Assessment: BOTH STATEMENTS ARE CONFIRMED.

Field note 3 · Audit adjustments are not automatically losses

The adjustments included timing corrections, reclassifications, liabilities, interfund activity, grant revenue, capital assets, accumulated depreciation, and other accounting entries. Combining the totals into a claim that money was missing would misstate the records.

Assessment: CLAIMS OF MISSING MONEY ARE NOT SUPPORTED.

Field note 4 · The repeated finding became smaller but did not disappear

The amount of adjustments associated with the expenditure-related finding fell from about $21.245 million to $752,000. That supports describing the scale as improved. Because the auditors repeated the material weakness in 2025, it does not support saying the control problem was fully corrected.

Assessment: IMPROVEMENT CONFIRMED; RESOLUTION NOT CONFIRMED.

Field note 5 · The budget findings were compliance findings, not final deficits

In 2024 and 2025, appropriations in certain funds exceeded estimated revenue and available fund balance. The auditors also stated that actual expenditures remained below appropriations, so the affected funds did not end with deficit fund balances.

Assessment: NONCOMPLIANCE CONFIRMED; YEAR-END DEFICIT CLAIM NOT SUPPORTED.

Outstanding questions

Records that would strengthen the conclusion

  • Records explaining what changed between fiscal years 2022 and 2023.
  • Detailed corrective action plans beyond the brief responses included in the audits.
  • Finance-department closing checklists and reconciliation procedures.
  • City Council budget-amendment ordinances for the funds named in the 2024 and 2025 findings.
  • Finance Committee or City Council discussions of the audit findings.
  • The fiscal-year 2026 audit when released.

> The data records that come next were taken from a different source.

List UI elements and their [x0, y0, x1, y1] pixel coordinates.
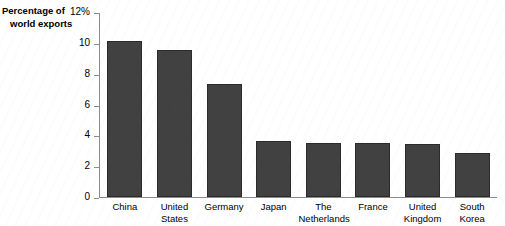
y-axis-tick-label: 8: [84, 68, 90, 79]
y-axis-title-line-2: world exports: [2, 18, 78, 31]
x-axis-label: Germany: [199, 201, 249, 213]
y-axis-tick-label: 6: [84, 99, 90, 110]
x-axis-label-line-2: Netherlands: [299, 213, 349, 225]
bar: [157, 50, 192, 197]
y-axis-tick-label: 4: [84, 129, 90, 140]
bar-slot: [306, 13, 341, 197]
x-axis-labels: ChinaUnitedStatesGermanyJapanTheNetherla…: [100, 201, 497, 226]
bar-slot: [355, 13, 390, 197]
x-axis-label: SouthKorea: [447, 201, 497, 224]
x-axis-label: Japan: [249, 201, 299, 213]
bar-slot: [256, 13, 291, 197]
y-axis-tick: 10: [94, 44, 99, 45]
bar-slot: [107, 13, 142, 197]
y-axis-tick: 4: [94, 136, 99, 137]
bar: [455, 153, 490, 197]
y-axis-tick: 8: [94, 75, 99, 76]
y-axis-tick: 6: [94, 106, 99, 107]
y-axis-tick-label: 10: [79, 37, 90, 48]
x-axis-label-line-1: United: [398, 201, 448, 213]
x-axis-label-line-1: China: [100, 201, 150, 213]
x-axis-label-line-1: Japan: [249, 201, 299, 213]
y-axis-tick-label: 0: [84, 191, 90, 202]
y-axis-tick: 12%: [94, 13, 99, 14]
y-axis-title: Percentage of world exports: [2, 5, 78, 30]
x-axis-label-line-1: Germany: [199, 201, 249, 213]
bar-slot: [207, 13, 242, 197]
y-axis-tick: 2: [94, 167, 99, 168]
bar: [306, 143, 341, 197]
x-axis-label: UnitedKingdom: [398, 201, 448, 224]
x-axis-line: [99, 197, 497, 198]
y-axis-title-line-1: Percentage of: [2, 5, 65, 16]
bar: [207, 84, 242, 197]
x-axis-label-line-2: States: [150, 213, 200, 225]
x-axis-label: China: [100, 201, 150, 213]
bar: [355, 143, 390, 197]
y-axis-tick-label: 12%: [70, 6, 90, 17]
y-axis-tick: 0: [94, 198, 99, 199]
bar-slot: [157, 13, 192, 197]
bar-series: [100, 13, 497, 197]
x-axis-label: TheNetherlands: [299, 201, 349, 224]
x-axis-label-line-2: Korea: [447, 213, 497, 225]
bar-slot: [405, 13, 440, 197]
x-axis-label-line-1: South: [447, 201, 497, 213]
bar-chart: Percentage of world exports 024681012% C…: [0, 0, 505, 226]
bar: [256, 141, 291, 197]
bar-slot: [455, 13, 490, 197]
x-axis-label: France: [348, 201, 398, 213]
bar: [405, 144, 440, 197]
x-axis-label-line-1: United: [150, 201, 200, 213]
y-axis-tick-label: 2: [84, 160, 90, 171]
plot-area: 024681012%: [99, 13, 497, 198]
x-axis-label-line-1: The: [299, 201, 349, 213]
bar: [107, 41, 142, 197]
x-axis-label: UnitedStates: [150, 201, 200, 224]
x-axis-label-line-1: France: [348, 201, 398, 213]
x-axis-label-line-2: Kingdom: [398, 213, 448, 225]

What would change the conclusion

The current answer may improve or become more concerning

The conclusion would become more favorable if later records show that the expenditure-related material weakness and budget-compliance finding were resolved and that new controls were tested successfully. It would become more concerning if the same findings repeat again, adjustment amounts increase, new material weaknesses appear, or the city cannot document corrective controls.

Civic learning note

A clean audit opinion and a material weakness can both be true

An unmodified opinion means the auditor concluded that the final financial statements were presented fairly under the applicable accounting rules.

A material weakness means a control problem was serious enough that a material financial-statement error might not be prevented, or detected and corrected, on time.

Auditors can propose corrections during the audit, the city can record those corrections, and the final statements can still receive an unmodified opinion while the underlying control weakness is reported.

Revision history

How this page has changed

  1. Expanded the review from fiscal years 2023-2025 to fiscal years 2020-2025 after obtaining the three earlier audit reports. Added the three-year no-finding baseline and clarified that the published pattern changed in 2023. The evidence label remained Supported.
  2. Initial publication based on the fiscal-year 2023, 2024, and 2025 audit reports.